One of those quieter instruments is Bridget Ford’s clarinet.  After sounding a C note, she talks about choosing this instrument after careful scrutiny. “It’s not high pitched like the flute. It’s not LAAAA. But it’s not deep like the trombone. It’s just natural and it feels right for me to be playing it,” Ford says.

One of the hallmarks of the music education program in Sitka is that every student who wants to play an instrument can. While half the students  are using a new or loaned instruments acquired by their families, the other half is borrowing instruments from the district’s inventory.

There are four music educators in the Sitka School District, where instruction begins in kindergarten with Kathi Jones. Using the Kodály method, students learn to distinguish between loud and soft, fast and slow. By the time they reach Brandt-Ferguson in the 4th grade, they start to answer the question of “Which instrument is right for me?” She gives students a chance to try out every instrument before stating their preferences for 5th grade band.

Cooper Lewin with his trumpet. He aspires to play the trumpet solo in the Bruno Mars song “Uptown Funk.” (Emily Kwong/KCAW photo)

Some, like Cooper Lewin, got a jumpstart at home. His brother was playing the trumpet. “He let me try it. And I just absolutely fell in love with it,” Lewin remembers. ” I’m like, ‘This is so fun,’ and I just couldn’t’ wait until it started.”

After a few weeks of playing, Lewin has a good grasp now of how to hold his fingers on the valves and how to breathe. He plays the first few lines of the tune “Mary Had a Little Lamb” and says, “I can’t finish the end where it goes, ‘its fleece was white as snow.’ It’s like a High C. It’s weird.”
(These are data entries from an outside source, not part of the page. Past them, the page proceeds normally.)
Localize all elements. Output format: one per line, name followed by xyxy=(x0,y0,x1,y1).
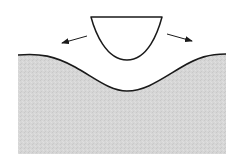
arrow-right-icon xyxy=(167,34,192,41)
indenter xyxy=(91,17,162,60)
substrate xyxy=(18,54,226,154)
diagram-canvas xyxy=(0,0,238,158)
indentation-diagram xyxy=(0,0,238,158)
arrow-left-icon xyxy=(62,36,87,43)
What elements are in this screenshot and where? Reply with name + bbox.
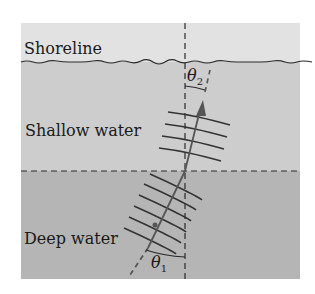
- shallow-water-region: [21, 62, 300, 171]
- wave-refraction-diagram: Shoreline Shallow water Deep water θ2 θ1: [0, 0, 315, 294]
- ray-point: [153, 223, 158, 228]
- shoreline-label: Shoreline: [24, 39, 102, 58]
- deep-water-label: Deep water: [24, 229, 118, 248]
- shallow-water-label: Shallow water: [25, 121, 142, 140]
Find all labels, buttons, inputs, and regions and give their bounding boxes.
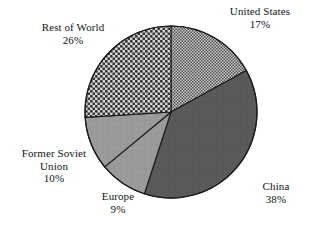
pie-slices bbox=[85, 26, 257, 198]
pie-label-united-states: United States 17% bbox=[212, 5, 308, 30]
pie-label-former-soviet-union-name-line1: Former Soviet bbox=[2, 147, 106, 160]
pie-chart: United States 17% Rest of World 26% Form… bbox=[0, 0, 312, 225]
pie-label-former-soviet-union: Former Soviet Union 10% bbox=[2, 147, 106, 185]
pie-label-rest-of-world-name: Rest of World bbox=[18, 21, 128, 34]
pie-label-rest-of-world-value: 26% bbox=[18, 34, 128, 47]
pie-label-china: China 38% bbox=[248, 180, 304, 205]
pie-label-former-soviet-union-value: 10% bbox=[2, 172, 106, 185]
pie-label-china-value: 38% bbox=[248, 193, 304, 206]
pie-label-europe-name: Europe bbox=[84, 190, 152, 203]
pie-label-china-name: China bbox=[248, 180, 304, 193]
pie-label-rest-of-world: Rest of World 26% bbox=[18, 21, 128, 46]
pie-label-united-states-value: 17% bbox=[212, 18, 308, 31]
pie-label-europe-value: 9% bbox=[84, 203, 152, 216]
pie-label-europe: Europe 9% bbox=[84, 190, 152, 215]
pie-label-former-soviet-union-name-line2: Union bbox=[2, 160, 106, 173]
pie-label-united-states-name: United States bbox=[212, 5, 308, 18]
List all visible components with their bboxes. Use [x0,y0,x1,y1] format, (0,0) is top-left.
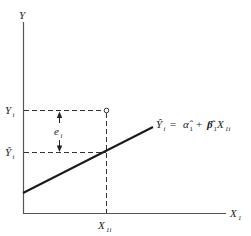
regression-diagram: Y X 1 e i Y i Ŷ i X 1i Ŷ i = α̂ 1 [0,0,251,236]
svg-text:i: i [13,111,15,119]
svg-text:i: i [13,153,15,161]
regression-line [23,127,153,193]
regression-equation: Ŷ i = α̂ 1 + β̂ 1 X 1i [156,118,231,133]
x-axis-label: X 1 [229,207,242,222]
observed-point [104,108,109,113]
svg-text:1: 1 [238,214,242,222]
svg-text:i: i [164,125,166,133]
svg-text:e: e [54,125,59,137]
svg-text:1i: 1i [225,125,231,133]
fitted-y-label: Ŷ i [5,146,15,161]
y-axis-label: Y [19,9,27,21]
svg-text:X: X [229,207,238,219]
svg-text:1i: 1i [106,226,112,234]
svg-text:1: 1 [190,125,194,133]
residual-label: e i [54,125,63,140]
svg-text:X: X [216,118,225,130]
observed-y-label: Y i [5,104,15,119]
svg-text:X: X [97,219,106,231]
x-point-label: X 1i [97,219,112,234]
svg-text:+: + [196,118,202,130]
svg-text:=: = [170,118,176,130]
svg-text:i: i [61,132,63,140]
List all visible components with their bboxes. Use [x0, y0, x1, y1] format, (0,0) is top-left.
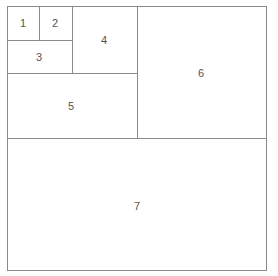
diagram-canvas: 1 2 3 4 5 6 7	[0, 0, 278, 276]
region-label-3: 3	[36, 52, 42, 63]
region-label-1: 1	[20, 18, 26, 29]
region-label-5: 5	[68, 101, 74, 112]
region-label-2: 2	[52, 18, 58, 29]
region-label-6: 6	[198, 68, 204, 79]
region-label-7: 7	[134, 201, 140, 212]
region-label-4: 4	[101, 35, 107, 46]
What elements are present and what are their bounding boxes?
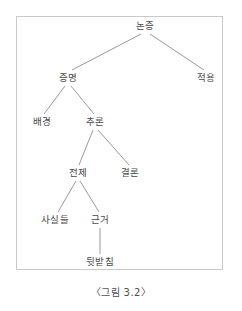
tree-node-n1: 증명: [59, 73, 77, 83]
tree-node-n8: 근거: [91, 215, 109, 225]
tree-node-n5: 전제: [69, 168, 87, 178]
tree-node-n3: 배경: [33, 117, 51, 127]
figure-container: 논증증명적용배경추론전제결론사실들근거뒷받침 〈그림 3.2〉: [0, 0, 242, 311]
tree-node-n4: 추론: [86, 117, 104, 127]
tree-node-n9: 뒷받침: [86, 257, 114, 267]
tree-node-n6: 결론: [121, 168, 139, 178]
tree-node-n0: 논증: [136, 21, 154, 31]
figure-caption: 〈그림 3.2〉: [0, 284, 242, 299]
tree-node-n7: 사실들: [41, 215, 69, 225]
figure-frame-border: [16, 16, 223, 270]
tree-node-n2: 적용: [197, 73, 215, 83]
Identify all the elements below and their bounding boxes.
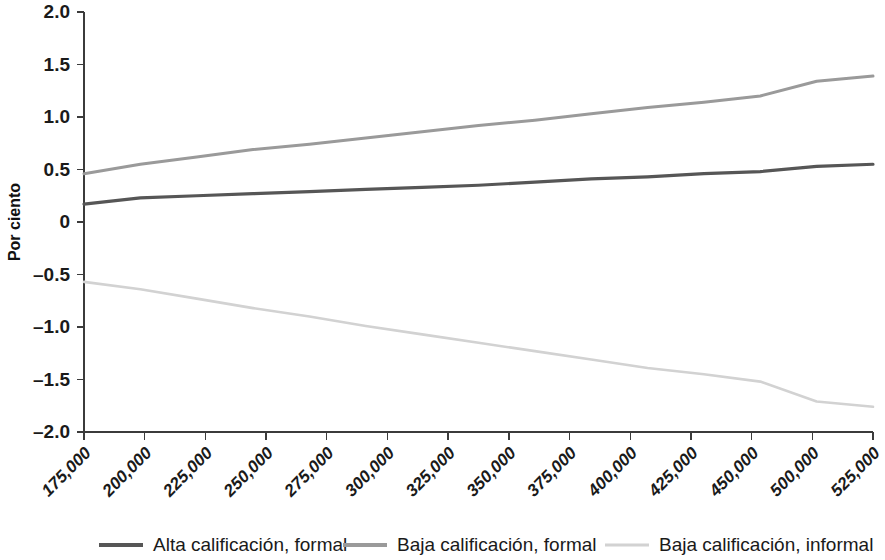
line-chart-svg: Por ciento 2.01.51.00.50–0.5–1.0–1.5–2.0… xyxy=(0,0,885,560)
y-tick-label: 0.5 xyxy=(44,159,71,180)
y-tick-label: –1.0 xyxy=(33,316,70,337)
y-tick-label: 2.0 xyxy=(44,1,70,22)
legend-item-label: Alta calificación, formal xyxy=(153,534,347,555)
legend-item-label: Baja calificación, formal xyxy=(397,534,597,555)
y-axis-title-label: Por ciento xyxy=(6,183,23,261)
y-tick-label: 1.5 xyxy=(44,54,71,75)
y-tick-label: 0 xyxy=(59,211,70,232)
y-tick-label: 1.0 xyxy=(44,106,70,127)
y-axis-title: Por ciento xyxy=(6,183,23,261)
y-tick-label: –2.0 xyxy=(33,421,70,442)
chart-legend: Alta calificación, formalBaja calificaci… xyxy=(99,534,873,555)
chart-figure: Por ciento 2.01.51.00.50–0.5–1.0–1.5–2.0… xyxy=(0,0,885,560)
y-tick-label: –1.5 xyxy=(33,369,70,390)
y-tick-label: –0.5 xyxy=(33,264,70,285)
legend-item-label: Baja calificación, informal xyxy=(659,534,873,555)
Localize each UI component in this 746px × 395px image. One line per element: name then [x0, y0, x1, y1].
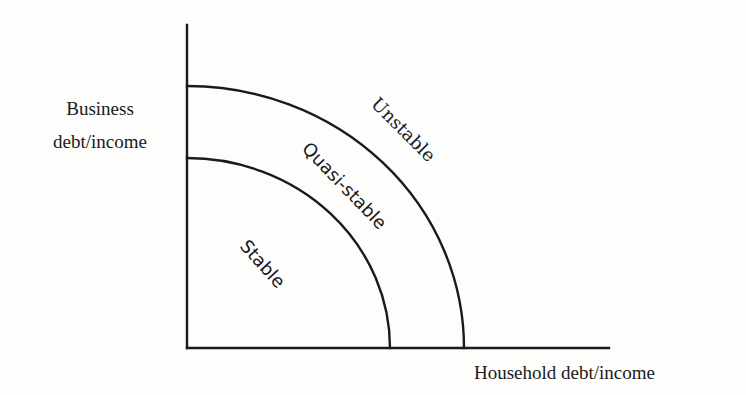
outer-boundary-curve — [187, 86, 464, 348]
x-axis-label: Household debt/income — [474, 356, 655, 389]
region-label-quasi-stable: Quasi-stable — [298, 138, 391, 233]
y-axis-label: Business debt/income — [30, 92, 170, 158]
stability-regions-diagram: Stable Quasi-stable Unstable — [0, 0, 746, 395]
y-axis-label-line2: debt/income — [30, 125, 170, 158]
y-axis-label-line1: Business — [30, 92, 170, 125]
region-label-unstable: Unstable — [367, 93, 440, 166]
region-label-stable: Stable — [236, 235, 290, 291]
But he intends to figure it out, which is exactly the attitude Brandt-Ferguson cultivates with her students. Instead of telling students to “practice” their instrument, she tells them to “play” their instrument.

“They really have to play out to develop a good sound from the beginning. You have to kind of let it all hang out at first and then refine it over time,” Brandt-Ferguson says. The band also needs to learn rehearsal etiquette and how to listen to each other.

After two weeks, I come back to 5th grade band and there’s a noticeable difference in their ability to rest – or pause – between notes. Eighty one fifth graders are starting and stopping together.

“That was amazing,” Brandt-Ferguson tells them. “We had silence. It’s funny because a long time ago, you already knew how to not play your instrument. Right?” The group laughs. She adds, “Like a month ago, you knew how to not play your instrument. And then you were not playing your instrument. But now you’re figuring it out! I love it!”

The brass section of fifth grade band. (Emily Kwong/KCAW photo)

Brandt-Ferguson smiles hugely at her students. They have a long way to go, but with continued practice comes controlled playing and perhaps a love of music. She played piano as a kid, but turned to band when she picked up the clarinet in the 5th grade.

“It was in middle school that my heart started being in it,” Brandt-Ferguson recalls. “I had a middle school music teacher [Ginny Packer] that is the reason I’m a music teacher. And…she’s near and dear to my heart and is part of everything that I do, every time that I teach. I guess I hope that all of my students have experiences where they feel so much a part of a group and that they matter so much.

Each one of those voices will matter when the Keet Goshi Heen 5th graders take the stage for their first band performance on December 13th.